Barber, who has designed and built numerous housing schemes in London, has been sketching a design for a city every day since 17 August and uploading them to his One Year 365 Cities Instagram account.
Some of the cities that Barber has designed so far include a town in a ravine in the Basque region of Spain, a farming cooperative in Wiltshire, UK, and a island village of fish farmers in the Thames estuary.
Through the project, Barber hopes to start discussions and reflect on the current form are cities take and how they are designed.
"We need to think deeply about our priorities and how those might be reflected in the production and arrangement of space and how we want our cities, towns, villages to be designed," he said.
"To a significant extent the layout of our cities, and London is a very good example, are products of neo-liberal economics, the commodification of housing and the arbitrary flow of global capital," he continued.
"In London, which is surely one of the richest cities the world has ever known, this is leading to misery and a segregated city, with 170,000 homeless people and 20,000 empty investment flats, while social housing bequeathed to us by a more idealistic post-war generation is  bulldozed."
Along with prompting serious thoughts about the nature of our cities, the project has helped Barber to structure his own thoughts about design. He hopes it will encourage other people to sketch.
"I'm an inveterate sketcher. The project structures that a bit," he explained. "In the course of my day it's a little 10 minute mental workout, kind of light relief too, and a chance to think beyond the here and now.

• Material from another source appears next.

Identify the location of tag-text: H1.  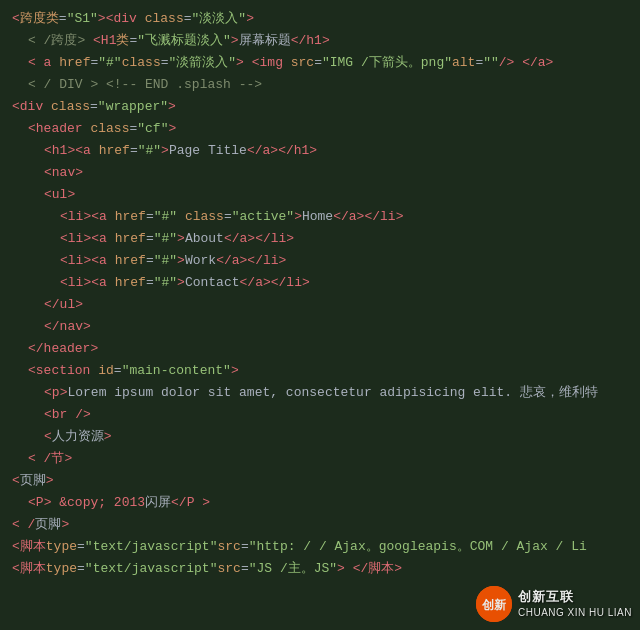
(109, 40).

"I wonder if the project will remind people about the joy of jotting down a thought in a quick sketch, the sketch book as a place to escape to, a place to be playful, dreamy, speculative, idealistic even," he concluded.
Peter Barber Architects housing projects in London include a terrace of mews houses in north London, which are arranged along a cobbled lane, and a housing and supermarket complex in north London.